In a recent Texas appellate case, four people sued the City of Austin under the Texas Tort Claims Act and the recreational use statute. The case arose when a man driving under the influence drove off the street, jumped a curb, and drove onto a hiking and biking trail next to the road. The car and a traffic warning sign struck and killed two people who were walking, a man and a woman. The man died due to his injuries. The drunk driver was sentenced to five years in prison for aggravated assault with a deadly weapon.
The man’s survivors sued the drunk driver and the city. Against the city, they asserted claims of gross negligence, negligence, premises defect, and special defect and argued that the city had breached its duties under the recreational use statute. They claimed that the city failed to safely build the trail, knew of previous incidents when vehicles traveled over the curb and onto the trail in the same location, and failed to appropriately warn or repair the dangerous condition. They also argued that the city maintained policies that required it to repair the problem once a danger was identified and that their failure to build a barrier was a failure to carry out a ministerial action that the city’s own policies required.
The city claimed that governmental immunity barred the plaintiffs’ claims, since sovereign immunity wasn’t waived for its discretionary choices related to the design of the road and the safety features to be installed. The plaintiffs responded that there was no immunity because the failure to fix the danger on the trail was a negligent failure to implement its own policy, rather than an initial design or policy choice for which there was immunity.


■ **ABOUT THIS EXERCISE**: Print the data exactly as it is given, please.

■ **INPUT**:
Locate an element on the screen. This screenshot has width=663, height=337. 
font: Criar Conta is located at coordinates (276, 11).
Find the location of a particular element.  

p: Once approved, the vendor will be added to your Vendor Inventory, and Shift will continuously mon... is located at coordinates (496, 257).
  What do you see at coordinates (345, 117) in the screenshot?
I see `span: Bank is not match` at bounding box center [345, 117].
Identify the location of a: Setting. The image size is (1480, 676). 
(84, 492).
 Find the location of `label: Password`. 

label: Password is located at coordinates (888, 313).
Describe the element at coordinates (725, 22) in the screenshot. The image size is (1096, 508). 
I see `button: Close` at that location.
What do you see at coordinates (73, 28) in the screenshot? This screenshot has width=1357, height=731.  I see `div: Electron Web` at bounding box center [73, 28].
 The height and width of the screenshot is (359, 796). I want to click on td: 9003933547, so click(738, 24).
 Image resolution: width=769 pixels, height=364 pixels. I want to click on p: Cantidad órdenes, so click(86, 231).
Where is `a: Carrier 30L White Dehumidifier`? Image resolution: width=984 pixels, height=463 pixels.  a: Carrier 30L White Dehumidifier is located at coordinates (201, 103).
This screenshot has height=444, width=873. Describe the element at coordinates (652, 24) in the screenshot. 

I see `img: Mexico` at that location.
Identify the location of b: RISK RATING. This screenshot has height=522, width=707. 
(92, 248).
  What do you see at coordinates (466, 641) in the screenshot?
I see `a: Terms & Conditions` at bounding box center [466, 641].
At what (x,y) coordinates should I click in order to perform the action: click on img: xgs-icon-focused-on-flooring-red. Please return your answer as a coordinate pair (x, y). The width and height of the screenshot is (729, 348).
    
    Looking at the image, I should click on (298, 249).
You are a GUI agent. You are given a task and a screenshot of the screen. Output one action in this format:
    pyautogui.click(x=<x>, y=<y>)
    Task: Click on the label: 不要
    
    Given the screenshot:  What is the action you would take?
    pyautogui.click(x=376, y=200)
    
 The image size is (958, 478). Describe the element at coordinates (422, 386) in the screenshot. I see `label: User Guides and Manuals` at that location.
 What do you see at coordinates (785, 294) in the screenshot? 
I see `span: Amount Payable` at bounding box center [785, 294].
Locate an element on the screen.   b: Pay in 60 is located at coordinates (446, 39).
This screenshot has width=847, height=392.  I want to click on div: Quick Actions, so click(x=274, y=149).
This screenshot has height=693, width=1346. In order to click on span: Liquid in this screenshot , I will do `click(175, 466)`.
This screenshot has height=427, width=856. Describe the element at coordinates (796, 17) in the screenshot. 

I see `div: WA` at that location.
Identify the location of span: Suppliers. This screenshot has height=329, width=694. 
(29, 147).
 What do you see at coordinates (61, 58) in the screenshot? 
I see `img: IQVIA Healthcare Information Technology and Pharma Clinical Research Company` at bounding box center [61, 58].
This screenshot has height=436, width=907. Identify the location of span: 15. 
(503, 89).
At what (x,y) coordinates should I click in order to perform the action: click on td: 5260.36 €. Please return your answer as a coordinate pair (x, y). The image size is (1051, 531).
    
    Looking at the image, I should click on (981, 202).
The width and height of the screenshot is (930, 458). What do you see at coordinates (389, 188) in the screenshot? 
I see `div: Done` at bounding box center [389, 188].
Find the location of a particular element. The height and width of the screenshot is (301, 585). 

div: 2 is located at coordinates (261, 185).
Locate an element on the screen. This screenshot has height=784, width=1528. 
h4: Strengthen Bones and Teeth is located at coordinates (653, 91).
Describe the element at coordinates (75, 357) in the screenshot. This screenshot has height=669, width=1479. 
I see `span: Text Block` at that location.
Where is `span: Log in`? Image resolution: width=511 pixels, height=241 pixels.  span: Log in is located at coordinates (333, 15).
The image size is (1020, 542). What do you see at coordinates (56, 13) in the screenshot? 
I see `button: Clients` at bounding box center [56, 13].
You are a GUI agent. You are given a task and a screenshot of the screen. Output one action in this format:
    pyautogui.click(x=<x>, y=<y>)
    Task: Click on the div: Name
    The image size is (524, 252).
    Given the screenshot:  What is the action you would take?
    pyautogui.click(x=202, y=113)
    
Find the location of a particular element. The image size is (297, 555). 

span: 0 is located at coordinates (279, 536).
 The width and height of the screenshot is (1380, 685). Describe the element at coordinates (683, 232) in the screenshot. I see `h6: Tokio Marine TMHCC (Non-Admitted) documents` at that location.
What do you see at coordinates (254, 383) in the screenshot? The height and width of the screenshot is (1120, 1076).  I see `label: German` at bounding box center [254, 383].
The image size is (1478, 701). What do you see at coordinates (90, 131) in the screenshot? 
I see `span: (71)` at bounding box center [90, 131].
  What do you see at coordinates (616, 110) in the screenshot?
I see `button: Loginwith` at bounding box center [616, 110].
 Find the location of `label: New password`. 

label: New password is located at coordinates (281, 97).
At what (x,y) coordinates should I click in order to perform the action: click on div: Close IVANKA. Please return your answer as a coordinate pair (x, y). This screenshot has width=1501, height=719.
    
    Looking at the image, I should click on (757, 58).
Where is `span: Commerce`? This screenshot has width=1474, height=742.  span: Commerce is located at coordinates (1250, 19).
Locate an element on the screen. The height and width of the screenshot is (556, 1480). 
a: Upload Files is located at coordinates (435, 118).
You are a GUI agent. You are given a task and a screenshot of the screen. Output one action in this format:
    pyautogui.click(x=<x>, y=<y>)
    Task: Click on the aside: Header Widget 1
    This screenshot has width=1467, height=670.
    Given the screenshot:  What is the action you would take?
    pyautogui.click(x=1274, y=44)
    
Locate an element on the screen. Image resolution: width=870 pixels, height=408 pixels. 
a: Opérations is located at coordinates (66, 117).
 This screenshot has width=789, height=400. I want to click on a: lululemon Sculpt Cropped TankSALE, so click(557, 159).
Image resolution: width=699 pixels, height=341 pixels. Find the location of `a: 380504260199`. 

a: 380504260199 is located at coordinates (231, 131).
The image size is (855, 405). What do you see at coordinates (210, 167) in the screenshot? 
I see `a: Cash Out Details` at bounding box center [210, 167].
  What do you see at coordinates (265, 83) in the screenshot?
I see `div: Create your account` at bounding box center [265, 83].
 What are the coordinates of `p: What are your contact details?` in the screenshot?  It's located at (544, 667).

■ **SOLUTION BELOW**:
Locate an element on the screen. This screenshot has width=663, height=337. 
font: Criar Conta is located at coordinates (276, 11).
Find the location of a particular element.  

p: Once approved, the vendor will be added to your Vendor Inventory, and Shift will continuously mon... is located at coordinates (496, 257).
  What do you see at coordinates (345, 117) in the screenshot?
I see `span: Bank is not match` at bounding box center [345, 117].
Identify the location of a: Setting. The image size is (1480, 676). 
(84, 492).
 Find the location of `label: Password`. 

label: Password is located at coordinates (888, 313).
Describe the element at coordinates (725, 22) in the screenshot. The image size is (1096, 508). 
I see `button: Close` at that location.
What do you see at coordinates (73, 28) in the screenshot? This screenshot has width=1357, height=731.  I see `div: Electron Web` at bounding box center [73, 28].
 The height and width of the screenshot is (359, 796). I want to click on td: 9003933547, so click(738, 24).
 Image resolution: width=769 pixels, height=364 pixels. I want to click on p: Cantidad órdenes, so click(86, 231).
Where is `a: Carrier 30L White Dehumidifier`? Image resolution: width=984 pixels, height=463 pixels.  a: Carrier 30L White Dehumidifier is located at coordinates (201, 103).
This screenshot has height=444, width=873. Describe the element at coordinates (652, 24) in the screenshot. 

I see `img: Mexico` at that location.
Identify the location of b: RISK RATING. This screenshot has height=522, width=707. 
(92, 248).
  What do you see at coordinates (466, 641) in the screenshot?
I see `a: Terms & Conditions` at bounding box center [466, 641].
At what (x,y) coordinates should I click in order to perform the action: click on img: xgs-icon-focused-on-flooring-red. Please return your answer as a coordinate pair (x, y). The width and height of the screenshot is (729, 348).
    
    Looking at the image, I should click on (298, 249).
You are a GUI agent. You are given a task and a screenshot of the screen. Output one action in this format:
    pyautogui.click(x=<x>, y=<y>)
    Task: Click on the label: 不要
    
    Given the screenshot:  What is the action you would take?
    pyautogui.click(x=376, y=200)
    
 The image size is (958, 478). Describe the element at coordinates (422, 386) in the screenshot. I see `label: User Guides and Manuals` at that location.
 What do you see at coordinates (785, 294) in the screenshot? 
I see `span: Amount Payable` at bounding box center [785, 294].
Locate an element on the screen.   b: Pay in 60 is located at coordinates (446, 39).
This screenshot has width=847, height=392.  I want to click on div: Quick Actions, so click(x=274, y=149).
This screenshot has height=693, width=1346. In order to click on span: Liquid in this screenshot , I will do `click(175, 466)`.
This screenshot has height=427, width=856. Describe the element at coordinates (796, 17) in the screenshot. 

I see `div: WA` at that location.
Identify the location of span: Suppliers. This screenshot has height=329, width=694. 
(29, 147).
 What do you see at coordinates (61, 58) in the screenshot? 
I see `img: IQVIA Healthcare Information Technology and Pharma Clinical Research Company` at bounding box center [61, 58].
This screenshot has height=436, width=907. Identify the location of span: 15. 
(503, 89).
At what (x,y) coordinates should I click in order to perform the action: click on td: 5260.36 €. Please return your answer as a coordinate pair (x, y). The image size is (1051, 531).
    
    Looking at the image, I should click on (981, 202).
The width and height of the screenshot is (930, 458). What do you see at coordinates (389, 188) in the screenshot? 
I see `div: Done` at bounding box center [389, 188].
Find the location of a particular element. The height and width of the screenshot is (301, 585). 

div: 2 is located at coordinates (261, 185).
Locate an element on the screen. This screenshot has height=784, width=1528. 
h4: Strengthen Bones and Teeth is located at coordinates (653, 91).
Describe the element at coordinates (75, 357) in the screenshot. This screenshot has height=669, width=1479. 
I see `span: Text Block` at that location.
Where is `span: Log in`? Image resolution: width=511 pixels, height=241 pixels.  span: Log in is located at coordinates (333, 15).
The image size is (1020, 542). What do you see at coordinates (56, 13) in the screenshot? 
I see `button: Clients` at bounding box center [56, 13].
You are a GUI agent. You are given a task and a screenshot of the screen. Output one action in this format:
    pyautogui.click(x=<x>, y=<y>)
    Task: Click on the div: Name
    The image size is (524, 252).
    Given the screenshot:  What is the action you would take?
    pyautogui.click(x=202, y=113)
    
Find the location of a particular element. The image size is (297, 555). 

span: 0 is located at coordinates (279, 536).
 The width and height of the screenshot is (1380, 685). Describe the element at coordinates (683, 232) in the screenshot. I see `h6: Tokio Marine TMHCC (Non-Admitted) documents` at that location.
What do you see at coordinates (254, 383) in the screenshot? The height and width of the screenshot is (1120, 1076).  I see `label: German` at bounding box center [254, 383].
The image size is (1478, 701). What do you see at coordinates (90, 131) in the screenshot? 
I see `span: (71)` at bounding box center [90, 131].
  What do you see at coordinates (616, 110) in the screenshot?
I see `button: Loginwith` at bounding box center [616, 110].
 Find the location of `label: New password`. 

label: New password is located at coordinates (281, 97).
At what (x,y) coordinates should I click in order to perform the action: click on div: Close IVANKA. Please return your answer as a coordinate pair (x, y). This screenshot has width=1501, height=719.
    
    Looking at the image, I should click on (757, 58).
Where is `span: Commerce`? This screenshot has width=1474, height=742.  span: Commerce is located at coordinates (1250, 19).
Locate an element on the screen. The height and width of the screenshot is (556, 1480). 
a: Upload Files is located at coordinates (435, 118).
You are a GUI agent. You are given a task and a screenshot of the screen. Output one action in this format:
    pyautogui.click(x=<x>, y=<y>)
    Task: Click on the aside: Header Widget 1
    This screenshot has width=1467, height=670.
    Given the screenshot:  What is the action you would take?
    pyautogui.click(x=1274, y=44)
    
Locate an element on the screen. Image resolution: width=870 pixels, height=408 pixels. 
a: Opérations is located at coordinates (66, 117).
 This screenshot has width=789, height=400. I want to click on a: lululemon Sculpt Cropped TankSALE, so click(557, 159).
Image resolution: width=699 pixels, height=341 pixels. Find the location of `a: 380504260199`. 

a: 380504260199 is located at coordinates (231, 131).
The image size is (855, 405). What do you see at coordinates (210, 167) in the screenshot? 
I see `a: Cash Out Details` at bounding box center [210, 167].
  What do you see at coordinates (265, 83) in the screenshot?
I see `div: Create your account` at bounding box center [265, 83].
 What are the coordinates of `p: What are your contact details?` in the screenshot?  It's located at (544, 667).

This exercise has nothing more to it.